CRUEL AND TAXING APRIL(S)

CRUEL AND TAXING APRIL(S). April perturbs and taxes the mind of Emily Dickinson and T.S. Eliot, while Thoreau doesn’t worry about how to do justice to this season; he proclaims morning as the season of the day, the time of vigorous and momentous thought. We hear some of Eleanor Farjeon’s hymn “Morning Has Broken” and Thoreau gets us going with his paean to morning. Memorable events require a morning atmosphere, to be awake is to be alive, and we must learn to reawaken and keep ourselves awake. And thus, we make our morning The Poetry Slow Down. We hear about Leo Lionni’s Frederick, a mouse heroic poet who saves the day for his community. Speaking of spring, Mary Oliver in “Skunk Cabbage,”  opens with “these are the woods you love,” a seeming response to Thoreau’s “I went to the woods . . . .” We hear in her “Spring” a clue to the meanings of Holy Moley! And in honor of Dr. Steven Clarke and Mr.

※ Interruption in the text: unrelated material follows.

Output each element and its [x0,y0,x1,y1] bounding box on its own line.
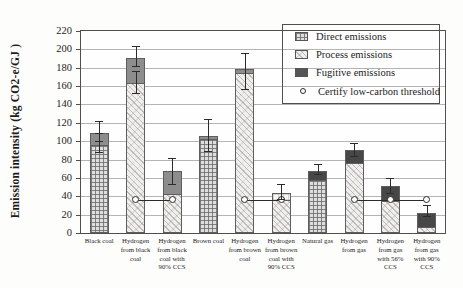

Stanley Sheinkopf, we hear A.E. Housman’s “Loveliest of Trees.”  We hear Newton speak passionately about Agitations, the heart and blood of creatures in perpetual motion, Eliot proclaim love in midst of bombing raids, and Sufi poet Hafiz tell us we are spring itself (thank you Elaine Bolduc): “Love will surely burst you wide open/into an unfettered, booming new galaxy.” We hear a lot about The Wasteland and a little about how the five words, April is the cruelest month, shaped my life. Poetry saves and makes the day. Thank you for joining me in our atmosphere of morning!

Looking Ahead:

April 14 is Pocket Poem day (go to poets.org), and next week’s show features Osher Institute of Lifelong Learning adventures in poetry and gardening, Pocket Poems for the DMV and other places you find yourself in line, a new poem by Charles Tripi that involves and invokes Gerard Stern, Li-Young Lee, Poetry Festivals, and a poem aired on last week’s show (“Fat Lady Flying”). To say Stern or Li-Young Lee is to see blossoms and fruits in the making, grapefruits and peaches and . . . what’s growing on your tree? We’ll celebrate John Muir’s birthday, Earth Day, and on that note of doing right by the earth with the voice of the poet, Barbara Cooney’s Miss Rumphius: do something good for the happening illimitably earth. Listen for the flute, Producer Sara Hughes’ stream through our morning atmosphere, making it a woods in which we can live “deliberately,” as Thoreau says in Walden, and do justice to April’s green frolic, carrying on. To be continued . . . .Write me atbmossberg@csumb.edu, and if you live on the Central Coast, you are welcome at the Poetry Workshop, Pacific Grove Library, on Grand Openings, April 12, and my talk on poetry at California Writers’ Club, April 19. Information on upcoming events atBarbaraMossberg.com. Thank you for your support of poetry in our daily civic life.